Goal of the exercise =>
Print verbatim every line starting at the one that contains "The image size is (1030, 2175)." and ending at the final line of the records; include both endpoints.

Data supplied =>

•••

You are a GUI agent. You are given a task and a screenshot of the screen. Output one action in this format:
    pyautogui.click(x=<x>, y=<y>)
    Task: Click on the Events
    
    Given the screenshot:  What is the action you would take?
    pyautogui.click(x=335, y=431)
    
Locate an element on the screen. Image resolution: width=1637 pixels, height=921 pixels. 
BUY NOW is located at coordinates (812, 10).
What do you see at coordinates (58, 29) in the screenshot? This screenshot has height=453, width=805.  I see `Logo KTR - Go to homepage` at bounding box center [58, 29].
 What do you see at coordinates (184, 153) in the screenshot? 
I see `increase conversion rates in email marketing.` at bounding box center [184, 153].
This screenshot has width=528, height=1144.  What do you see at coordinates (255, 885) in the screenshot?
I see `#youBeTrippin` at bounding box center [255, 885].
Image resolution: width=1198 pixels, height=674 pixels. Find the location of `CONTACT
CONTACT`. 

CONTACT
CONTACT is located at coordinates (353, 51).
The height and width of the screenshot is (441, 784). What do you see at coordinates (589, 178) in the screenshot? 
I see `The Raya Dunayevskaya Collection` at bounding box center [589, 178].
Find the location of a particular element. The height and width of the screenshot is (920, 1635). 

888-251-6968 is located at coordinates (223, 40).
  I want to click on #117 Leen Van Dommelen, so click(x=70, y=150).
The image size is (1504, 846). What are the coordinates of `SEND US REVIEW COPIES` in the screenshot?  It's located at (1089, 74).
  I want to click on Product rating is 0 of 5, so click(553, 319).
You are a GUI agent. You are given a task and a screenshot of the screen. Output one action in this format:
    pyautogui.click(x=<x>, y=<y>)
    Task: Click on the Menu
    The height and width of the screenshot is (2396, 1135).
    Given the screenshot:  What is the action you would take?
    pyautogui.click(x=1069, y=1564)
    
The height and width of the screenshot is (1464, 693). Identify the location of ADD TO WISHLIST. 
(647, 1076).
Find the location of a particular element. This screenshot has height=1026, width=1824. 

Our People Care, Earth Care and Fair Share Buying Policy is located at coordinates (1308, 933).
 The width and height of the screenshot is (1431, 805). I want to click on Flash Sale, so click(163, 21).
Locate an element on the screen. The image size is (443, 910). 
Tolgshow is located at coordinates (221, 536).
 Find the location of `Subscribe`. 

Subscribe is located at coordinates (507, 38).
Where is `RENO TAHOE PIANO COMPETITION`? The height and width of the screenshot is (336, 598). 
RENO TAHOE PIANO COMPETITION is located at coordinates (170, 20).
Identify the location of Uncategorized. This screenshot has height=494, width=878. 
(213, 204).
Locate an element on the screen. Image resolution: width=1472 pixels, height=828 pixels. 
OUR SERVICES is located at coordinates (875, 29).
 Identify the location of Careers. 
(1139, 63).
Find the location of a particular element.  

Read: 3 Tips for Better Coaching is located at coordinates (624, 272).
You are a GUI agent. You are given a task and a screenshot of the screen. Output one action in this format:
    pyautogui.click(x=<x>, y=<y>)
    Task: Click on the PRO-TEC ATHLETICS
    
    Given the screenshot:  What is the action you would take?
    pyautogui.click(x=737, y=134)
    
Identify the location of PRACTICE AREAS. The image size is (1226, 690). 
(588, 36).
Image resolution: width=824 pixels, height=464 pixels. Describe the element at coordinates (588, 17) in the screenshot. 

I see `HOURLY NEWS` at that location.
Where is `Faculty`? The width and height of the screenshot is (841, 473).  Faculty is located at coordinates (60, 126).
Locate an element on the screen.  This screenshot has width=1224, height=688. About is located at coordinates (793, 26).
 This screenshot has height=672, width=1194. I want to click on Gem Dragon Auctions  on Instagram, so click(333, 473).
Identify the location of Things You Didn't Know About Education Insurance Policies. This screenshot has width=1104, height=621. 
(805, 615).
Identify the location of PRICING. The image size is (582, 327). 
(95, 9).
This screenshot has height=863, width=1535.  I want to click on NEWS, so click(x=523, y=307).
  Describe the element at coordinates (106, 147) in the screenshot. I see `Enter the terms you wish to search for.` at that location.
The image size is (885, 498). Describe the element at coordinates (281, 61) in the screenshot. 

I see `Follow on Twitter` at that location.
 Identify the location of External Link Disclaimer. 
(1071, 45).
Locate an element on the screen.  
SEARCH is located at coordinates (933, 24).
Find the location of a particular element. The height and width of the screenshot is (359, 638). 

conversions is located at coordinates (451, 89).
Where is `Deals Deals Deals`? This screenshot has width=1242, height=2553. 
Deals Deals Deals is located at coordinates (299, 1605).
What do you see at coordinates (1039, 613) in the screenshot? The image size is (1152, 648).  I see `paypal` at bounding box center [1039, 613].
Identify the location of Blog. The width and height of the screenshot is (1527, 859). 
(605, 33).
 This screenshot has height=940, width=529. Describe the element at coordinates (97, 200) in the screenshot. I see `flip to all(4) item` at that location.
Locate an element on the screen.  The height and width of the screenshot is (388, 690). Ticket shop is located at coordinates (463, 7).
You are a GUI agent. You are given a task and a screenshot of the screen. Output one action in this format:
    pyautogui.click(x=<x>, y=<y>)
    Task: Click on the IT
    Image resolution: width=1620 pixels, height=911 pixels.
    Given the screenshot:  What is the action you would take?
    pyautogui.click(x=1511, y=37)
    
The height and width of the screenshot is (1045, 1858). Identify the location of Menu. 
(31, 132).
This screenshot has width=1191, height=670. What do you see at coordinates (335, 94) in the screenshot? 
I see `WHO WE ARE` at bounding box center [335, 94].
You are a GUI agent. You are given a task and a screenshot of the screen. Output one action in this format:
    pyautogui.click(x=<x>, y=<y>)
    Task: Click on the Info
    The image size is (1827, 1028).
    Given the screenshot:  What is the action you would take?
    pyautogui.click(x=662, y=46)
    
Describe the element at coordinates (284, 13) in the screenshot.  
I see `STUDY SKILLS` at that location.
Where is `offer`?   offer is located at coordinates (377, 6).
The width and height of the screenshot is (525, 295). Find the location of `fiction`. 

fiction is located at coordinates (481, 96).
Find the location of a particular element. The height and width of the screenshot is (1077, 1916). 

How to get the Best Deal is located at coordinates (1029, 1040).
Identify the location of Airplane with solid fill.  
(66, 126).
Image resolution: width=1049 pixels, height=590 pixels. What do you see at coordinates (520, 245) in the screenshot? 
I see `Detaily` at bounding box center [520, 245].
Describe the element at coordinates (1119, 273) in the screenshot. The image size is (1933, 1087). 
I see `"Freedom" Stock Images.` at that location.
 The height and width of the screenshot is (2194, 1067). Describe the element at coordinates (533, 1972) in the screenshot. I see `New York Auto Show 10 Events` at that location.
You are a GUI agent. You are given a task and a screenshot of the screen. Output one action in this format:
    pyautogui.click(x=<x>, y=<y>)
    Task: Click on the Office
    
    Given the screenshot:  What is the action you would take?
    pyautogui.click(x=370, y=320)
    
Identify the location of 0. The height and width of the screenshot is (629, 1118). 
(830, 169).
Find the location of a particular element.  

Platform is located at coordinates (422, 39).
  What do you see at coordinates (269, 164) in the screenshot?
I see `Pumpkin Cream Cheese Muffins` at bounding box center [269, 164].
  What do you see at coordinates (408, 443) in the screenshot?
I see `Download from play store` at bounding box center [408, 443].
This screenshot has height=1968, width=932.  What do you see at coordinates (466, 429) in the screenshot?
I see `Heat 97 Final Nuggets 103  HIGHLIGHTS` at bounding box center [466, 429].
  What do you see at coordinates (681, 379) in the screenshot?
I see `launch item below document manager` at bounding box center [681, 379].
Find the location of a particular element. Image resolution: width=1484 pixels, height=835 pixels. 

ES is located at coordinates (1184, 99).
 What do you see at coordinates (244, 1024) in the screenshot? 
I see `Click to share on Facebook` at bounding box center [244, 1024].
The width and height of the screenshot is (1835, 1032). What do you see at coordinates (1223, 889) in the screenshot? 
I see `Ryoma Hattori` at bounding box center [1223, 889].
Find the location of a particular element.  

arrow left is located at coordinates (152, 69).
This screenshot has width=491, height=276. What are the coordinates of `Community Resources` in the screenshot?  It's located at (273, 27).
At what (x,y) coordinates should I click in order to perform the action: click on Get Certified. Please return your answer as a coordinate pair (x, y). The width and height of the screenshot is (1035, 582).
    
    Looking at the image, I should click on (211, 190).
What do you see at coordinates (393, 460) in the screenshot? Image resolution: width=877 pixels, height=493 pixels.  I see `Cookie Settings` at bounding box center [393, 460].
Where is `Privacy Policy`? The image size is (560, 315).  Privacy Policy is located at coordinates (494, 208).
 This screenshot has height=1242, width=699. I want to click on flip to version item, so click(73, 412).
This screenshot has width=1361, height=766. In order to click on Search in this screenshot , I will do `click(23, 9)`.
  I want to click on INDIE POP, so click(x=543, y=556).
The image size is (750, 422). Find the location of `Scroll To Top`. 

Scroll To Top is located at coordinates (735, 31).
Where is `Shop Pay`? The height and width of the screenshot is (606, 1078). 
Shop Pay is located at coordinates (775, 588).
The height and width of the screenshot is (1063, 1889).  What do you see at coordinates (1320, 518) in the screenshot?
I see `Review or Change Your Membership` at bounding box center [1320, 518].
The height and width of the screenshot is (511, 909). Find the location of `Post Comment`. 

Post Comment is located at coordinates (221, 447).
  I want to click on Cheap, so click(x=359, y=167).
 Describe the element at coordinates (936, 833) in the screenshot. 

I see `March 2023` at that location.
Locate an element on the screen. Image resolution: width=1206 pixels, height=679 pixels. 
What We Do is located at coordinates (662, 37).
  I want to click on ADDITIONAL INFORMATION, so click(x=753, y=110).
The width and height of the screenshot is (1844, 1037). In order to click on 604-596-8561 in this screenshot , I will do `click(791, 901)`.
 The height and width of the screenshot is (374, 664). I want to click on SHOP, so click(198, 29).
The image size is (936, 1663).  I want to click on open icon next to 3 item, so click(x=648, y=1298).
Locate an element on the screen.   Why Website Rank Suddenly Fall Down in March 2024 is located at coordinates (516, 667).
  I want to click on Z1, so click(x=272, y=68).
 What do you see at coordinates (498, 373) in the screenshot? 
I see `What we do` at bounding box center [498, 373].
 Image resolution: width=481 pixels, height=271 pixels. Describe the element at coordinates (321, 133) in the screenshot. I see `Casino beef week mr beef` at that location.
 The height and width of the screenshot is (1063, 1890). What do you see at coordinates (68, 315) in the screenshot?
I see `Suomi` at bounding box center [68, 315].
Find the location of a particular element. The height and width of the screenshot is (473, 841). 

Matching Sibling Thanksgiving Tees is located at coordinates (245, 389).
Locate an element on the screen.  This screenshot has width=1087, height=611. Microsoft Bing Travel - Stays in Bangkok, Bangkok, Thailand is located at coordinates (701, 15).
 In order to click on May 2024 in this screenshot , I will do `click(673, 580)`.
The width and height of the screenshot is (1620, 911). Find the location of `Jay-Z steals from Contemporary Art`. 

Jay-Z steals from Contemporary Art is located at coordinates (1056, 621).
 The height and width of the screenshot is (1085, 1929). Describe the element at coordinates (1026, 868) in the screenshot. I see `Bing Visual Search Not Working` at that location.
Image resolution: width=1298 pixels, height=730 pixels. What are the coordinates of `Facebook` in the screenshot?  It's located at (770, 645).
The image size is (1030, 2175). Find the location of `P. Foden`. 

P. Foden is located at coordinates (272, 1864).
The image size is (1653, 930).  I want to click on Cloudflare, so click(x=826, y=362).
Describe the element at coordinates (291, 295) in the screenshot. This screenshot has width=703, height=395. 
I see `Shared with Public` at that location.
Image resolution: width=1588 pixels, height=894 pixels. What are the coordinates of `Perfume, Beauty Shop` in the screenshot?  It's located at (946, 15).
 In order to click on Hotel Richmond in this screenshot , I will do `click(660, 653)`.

•••

Answer box =>
The image size is (1030, 2175). Find the location of `P. Foden`. 

P. Foden is located at coordinates (272, 1864).
The image size is (1653, 930).  I want to click on Cloudflare, so click(x=826, y=362).
Describe the element at coordinates (291, 295) in the screenshot. This screenshot has width=703, height=395. 
I see `Shared with Public` at that location.
Image resolution: width=1588 pixels, height=894 pixels. What are the coordinates of `Perfume, Beauty Shop` in the screenshot?  It's located at (946, 15).
 In order to click on Hotel Richmond in this screenshot , I will do `click(660, 653)`.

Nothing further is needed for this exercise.